Mutual Agile Client-Dev Teams

Geordie Keitt
4 min readApr 27, 2021

While this is not strictly a Structures of Work post, it is a relevant post given my current gig as an Enterprise Agile Coach at EnormoBank.

In an Enterprise Agile Transformation each Agile team has several clients, most of which are other Agile teams within the organization. Perhaps they are within the same segment of the org, and maybe you are lucky and break the silos an work with Agile teams in other areas — if so congratulations — but in any case what that means is that at some point you are going to have an Agile Dev team working for you.

As any dev team member knows, the success of your work is relative to the success of the way things ran before you started working using Agile. Your client team might remain stuck in the waterfall days, the command-and-control days, and therefore not really understand the value of quickly closing feedback loops, or providing tech-agnostic descriptions of the business process that they want to improve, or defining done in testable ways. But your team works through all that with Agile to make the client’s lives better even though they are terrible Agile clients.

What if they were not terrible Agile clients though? I’ve taught many business teams how to make full use of the Agile development teams that the IT org has made available to them, and they become really good at all of the skills listed above. Then a 2-week sprint becomes a real shared moment of throughput and engagement, with all feedback loops closed quickly, all results evaluated in business and not in technical terms, and with permanent process improvements proven with unit test automation rather than simply smiles and emotional good vibes.

In enterprise transformations, where Agile Teams are Dev teams by day and Client teams by night, the skills to behave properly in relation to other Agile teams become even more profoundly effective because as a Client team with insider knowledge of Agile you can accelerate the Dev team’s processes exponentially.

So for instance: your team in Dev mode refactors business logic code to separate data movement and storage concerns (aka “the plumbing”) from data transformation and algorithmic concerns (aka “the business”). The business benefit is that eventually your company can focus their development efforts strictly on the business-facing data processing, and outsource the plumbing to a systems integrator for far less money.

One of your issues is that for every module that you refactor, you have to create a test set for the business functionality and a test set for the plumbing functionality, in order to ensure that neither has been broken by your refactoring efforts. The business functions are fairly straightforward to assess but the plumbing functions are really quite difficult to parse. Not only does the plumbing have structural criteria to meet, it has longevity criteria, security criteria, timing criteria… none of which are documented and so must be inferred. What your team needs is help from an Agile Data Plumbing Criteria Determination team, an elite squad of mindreaders who can tell what the Original Coders were trying to do when they extruded their spaghetti in the first place, and who can craft valid and repeatable tests for plumbing acceptance criteria for any module that you give them.

Here you are, an Agile Dev Team, enlisting support from another Agile Dev Team. In this context, you are an Agile Client Team, and have certain obvious responsibilities towards your Agile Dev Team. The more skillfully you discharge these duties the faster everyone’s work will go.

People helping each other climb over a rock face

First you must agree with your counterpart team what constitutes success in your eyes. In this case, let’s say that success means delivering a suite of plumbing-centric TDD assertions which your team can use to steer the refactoring of the module in question. The faster they can deliver the full suite to you, the faster you can use it to steer your coding. Your criteria are: it must be in Python, it must be loaded into the Jenkins project for this module, it must pass when the old code is run and fail when the refactoring begins. Also a complete state diagram of the plumbing, abstracted from the data itself, must be delivered so that your team can design the refactoring effort to replicate it outside of the business processing.

Next your teams must establish a cadence for interaction, conduct a series of MVP experiments and home in on the correct deliverable suite. Then, your team must begin consuming the deliverables from the counterpart Agile Dev Team and complete their own work.

How well is your Agile Team trained and coached to behave as a Client towards other Dev Teams? How quickly do you close feedback loops with them, establish cadence, provide tech-agnostic requirements, and assist them with their work when necessary?

Teams that behave this way towards each other are Agile Teams with simultaneous Dev and Client roles, often working on behalf of one another in turns from epic to epic or sprint to sprint. That’s why I propose to call them Mutual Agile Client-Dev Teams. It will be a rare team that never has to act as another team’s client.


Work order:
Every line below that holds the string "stigma" should be copied.

Records supplied:
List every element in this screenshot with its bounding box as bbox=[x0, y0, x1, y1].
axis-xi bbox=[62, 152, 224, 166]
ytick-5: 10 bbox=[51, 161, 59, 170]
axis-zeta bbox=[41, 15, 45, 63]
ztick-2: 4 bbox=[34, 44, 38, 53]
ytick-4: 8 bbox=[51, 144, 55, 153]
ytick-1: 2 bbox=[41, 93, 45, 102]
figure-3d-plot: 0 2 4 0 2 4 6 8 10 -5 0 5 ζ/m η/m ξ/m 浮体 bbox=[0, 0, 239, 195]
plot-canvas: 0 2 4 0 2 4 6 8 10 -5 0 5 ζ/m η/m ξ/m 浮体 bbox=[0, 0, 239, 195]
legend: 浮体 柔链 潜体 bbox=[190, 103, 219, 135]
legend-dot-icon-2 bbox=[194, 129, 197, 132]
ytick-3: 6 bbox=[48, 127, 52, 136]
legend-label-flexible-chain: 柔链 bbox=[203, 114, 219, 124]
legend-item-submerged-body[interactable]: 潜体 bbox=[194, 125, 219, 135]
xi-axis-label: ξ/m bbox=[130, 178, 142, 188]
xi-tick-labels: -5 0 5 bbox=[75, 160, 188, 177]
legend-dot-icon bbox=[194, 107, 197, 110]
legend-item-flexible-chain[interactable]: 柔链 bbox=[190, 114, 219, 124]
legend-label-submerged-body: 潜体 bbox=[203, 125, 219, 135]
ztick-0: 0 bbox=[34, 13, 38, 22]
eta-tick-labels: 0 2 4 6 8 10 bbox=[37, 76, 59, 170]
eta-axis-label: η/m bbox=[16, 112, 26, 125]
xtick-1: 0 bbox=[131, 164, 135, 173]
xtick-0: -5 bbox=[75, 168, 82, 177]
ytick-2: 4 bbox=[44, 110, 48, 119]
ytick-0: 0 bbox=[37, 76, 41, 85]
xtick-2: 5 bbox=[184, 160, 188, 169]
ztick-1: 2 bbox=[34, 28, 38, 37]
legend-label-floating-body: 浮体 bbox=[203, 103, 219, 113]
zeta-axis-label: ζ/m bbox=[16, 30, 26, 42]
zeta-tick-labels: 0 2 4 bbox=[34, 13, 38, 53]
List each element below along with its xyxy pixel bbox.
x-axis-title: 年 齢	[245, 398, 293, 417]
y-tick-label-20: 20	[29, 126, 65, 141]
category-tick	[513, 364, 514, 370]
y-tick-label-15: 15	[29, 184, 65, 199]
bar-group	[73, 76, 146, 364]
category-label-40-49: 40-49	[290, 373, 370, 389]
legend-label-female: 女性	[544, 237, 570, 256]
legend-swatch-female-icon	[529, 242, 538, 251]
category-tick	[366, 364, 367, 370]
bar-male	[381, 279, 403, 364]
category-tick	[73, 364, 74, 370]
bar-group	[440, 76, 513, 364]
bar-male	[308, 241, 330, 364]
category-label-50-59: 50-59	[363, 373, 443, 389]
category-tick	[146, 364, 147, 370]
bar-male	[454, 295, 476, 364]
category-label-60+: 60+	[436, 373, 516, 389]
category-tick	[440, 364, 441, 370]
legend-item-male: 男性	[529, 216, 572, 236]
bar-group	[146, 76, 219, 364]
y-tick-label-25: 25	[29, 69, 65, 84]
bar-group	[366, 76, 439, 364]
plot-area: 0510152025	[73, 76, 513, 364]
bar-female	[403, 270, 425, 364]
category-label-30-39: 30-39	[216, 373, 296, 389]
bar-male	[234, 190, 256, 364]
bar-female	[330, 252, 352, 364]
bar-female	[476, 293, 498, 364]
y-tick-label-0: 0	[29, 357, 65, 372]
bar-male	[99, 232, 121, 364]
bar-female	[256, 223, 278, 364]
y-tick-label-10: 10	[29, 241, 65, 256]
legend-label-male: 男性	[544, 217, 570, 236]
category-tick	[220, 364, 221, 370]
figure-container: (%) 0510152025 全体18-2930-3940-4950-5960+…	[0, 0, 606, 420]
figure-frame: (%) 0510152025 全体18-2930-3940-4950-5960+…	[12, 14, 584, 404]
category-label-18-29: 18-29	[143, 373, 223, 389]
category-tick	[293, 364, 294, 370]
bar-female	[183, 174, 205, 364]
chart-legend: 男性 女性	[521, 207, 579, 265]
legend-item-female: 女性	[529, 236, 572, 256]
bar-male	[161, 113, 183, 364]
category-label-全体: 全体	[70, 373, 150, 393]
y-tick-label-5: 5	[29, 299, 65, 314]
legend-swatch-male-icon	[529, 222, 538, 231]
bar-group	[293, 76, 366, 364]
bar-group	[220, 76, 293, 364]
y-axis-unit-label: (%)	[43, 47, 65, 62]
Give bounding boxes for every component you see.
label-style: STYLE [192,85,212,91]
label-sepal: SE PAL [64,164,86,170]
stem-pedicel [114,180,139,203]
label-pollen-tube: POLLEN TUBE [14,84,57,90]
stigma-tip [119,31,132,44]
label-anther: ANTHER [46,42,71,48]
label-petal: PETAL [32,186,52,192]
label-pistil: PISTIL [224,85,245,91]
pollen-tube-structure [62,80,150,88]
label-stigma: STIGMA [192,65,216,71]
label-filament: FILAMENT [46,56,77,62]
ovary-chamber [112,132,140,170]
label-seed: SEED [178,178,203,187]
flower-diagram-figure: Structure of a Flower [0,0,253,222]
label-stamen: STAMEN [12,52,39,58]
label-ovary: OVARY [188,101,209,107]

Worked solution:
stigma-tip [119,31,132,44]
label-stigma: STIGMA [192,65,216,71]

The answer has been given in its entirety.